Los Angeles is about to move nearly $361 million in Measure ULA money into 80 affordable-housing projects scattered across the city, a major cash infusion that leans heavily on keeping existing homes affordable. The funding round is expected to touch more than 5,200 homes and covers both new construction and the stabilization of existing income-restricted properties. Mayor Karen Bass signed the Homes for L.A. Notice of Funding Availability on May 1, 2026, clearing the way for awards and contracts to start rolling out. It is the first large-scale deployment of the voter-approved transfer tax that is supposed to bankroll housing and tenant protections.
City records show the City Council adopted the NOFA on April 29, and the mayor’s concurrence is recorded in the official paperwork. See the City Clerk for the April 29 vote and the mayoral concurrence.
Under the Homes for L.A. framework, the Los Angeles Housing Department plans to distribute nearly $361 million across 80 projects, with roughly 1,528 units slated for new construction and about 3,713 units targeted for preservation or stabilization, with funding split into six program streams for production, preservation and operations, according to The Real Deal. LAHD General Manager Tiena Johnson Hall said in the city’s release, “We now can move the needle in a meaningful way for Angelenos to have safe, affordable housing available to them.” The NOFA specifically backs nontraditional “alternative models” such as community land trusts, tenant cooperatives and other shared-equity structures, and it allows LAHD to cover up to 100 percent of preservation deals and up to 80 percent of new-construction costs in that program.

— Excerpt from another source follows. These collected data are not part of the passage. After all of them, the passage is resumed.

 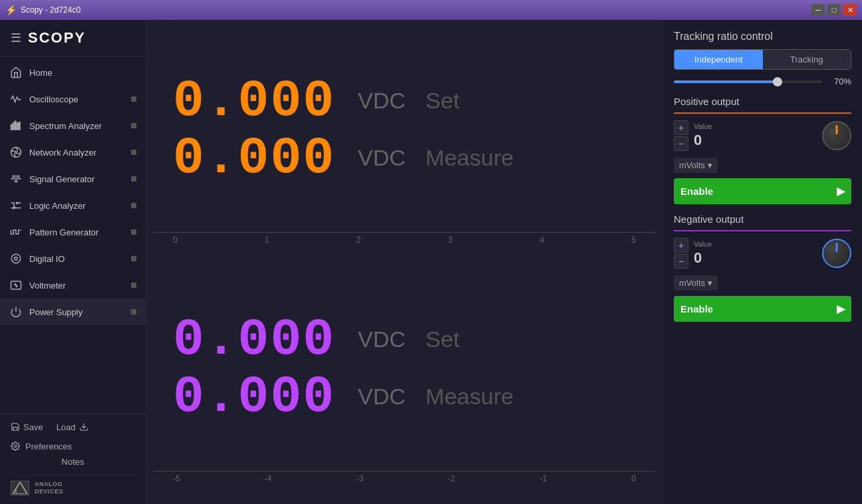 I want to click on logic-dot, so click(x=134, y=205).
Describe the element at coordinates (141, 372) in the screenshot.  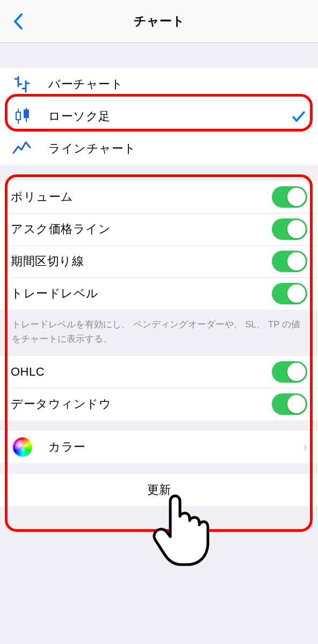
I see `toggle-label: OHLC` at that location.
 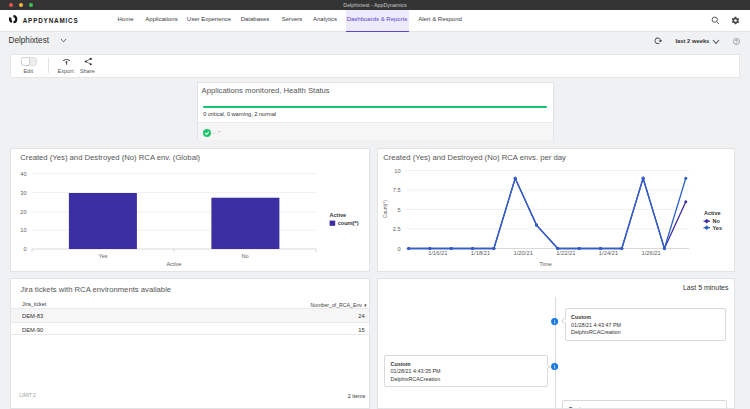 What do you see at coordinates (23, 211) in the screenshot?
I see `svg-text: 20` at bounding box center [23, 211].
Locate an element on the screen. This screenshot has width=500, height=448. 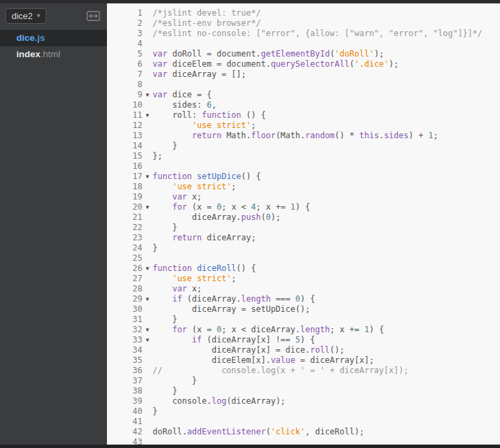
code-text: diceElem[x].value = diceArray[x]; is located at coordinates (263, 360).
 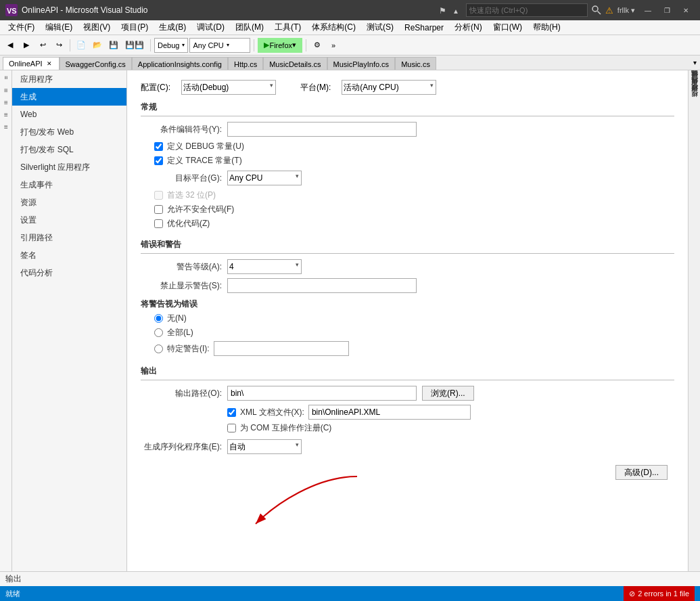 I want to click on signal-icon: ▲, so click(x=457, y=10).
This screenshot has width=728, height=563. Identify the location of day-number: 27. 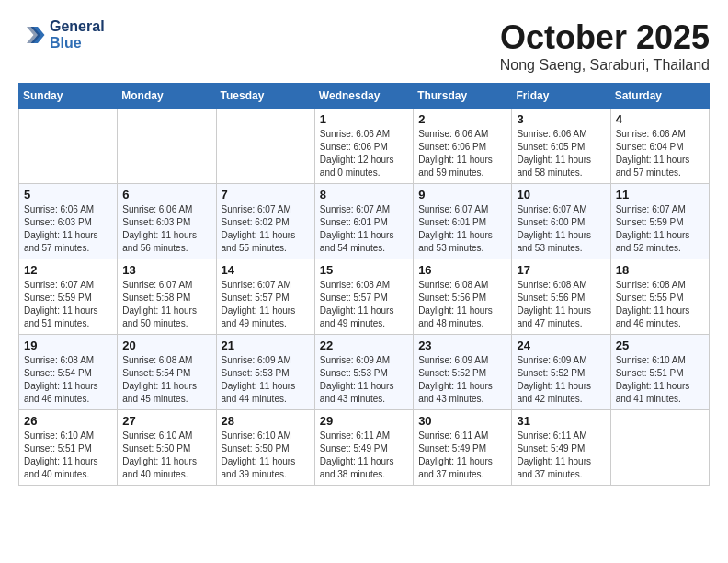
(166, 421).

Where the money came from and the politics
Measure ULA is funded by a tiered transfer tax on high-end property sales and has become the city’s central new revenue source for housing since its implementation in 2023. An Ad Hoc Committee on Measure ULA recommended the $360 million allocation before it went to the full council, as reported by FOX 11 Los Angeles, but the levy has sparked debate about carve-outs and whether it has chilled new multifamily construction. At the same time, oversight officials have warned that hundreds of millions in homelessness and housing dollars remain unspent and have urged faster contracting so money actually turns into homes, according to local reporting and the city controller’s review.
What to watch next
Awards still have to clear underwriting, federal and state funding stacks and then move into contract execution, a series of steps that can take months to years depending on project complexity and financing. The Los Angeles Housing Department has posted the NOFA transmittal and related materials on its site and will remain the main spot to track award notices, timelines and FAQs, so developers, nonprofits and tenant groups will want to keep an eye on LAHD’s portal for next steps and deadlines. LAHD will handle contracting and public announcements as projects advance into the pipeline.
If the city can speed approvals and contracting, this first tranche could preserve and stabilize thousands of homes relatively quickly while getting a smaller batch of new projects into the ground over the next 12 to 24 months. For now, the rollout doubles as a political and administrative stress test: can Measure ULA money push past the usual financing bottlenecks and actually deliver units that Angelenos can live in, not just read about in budget documents.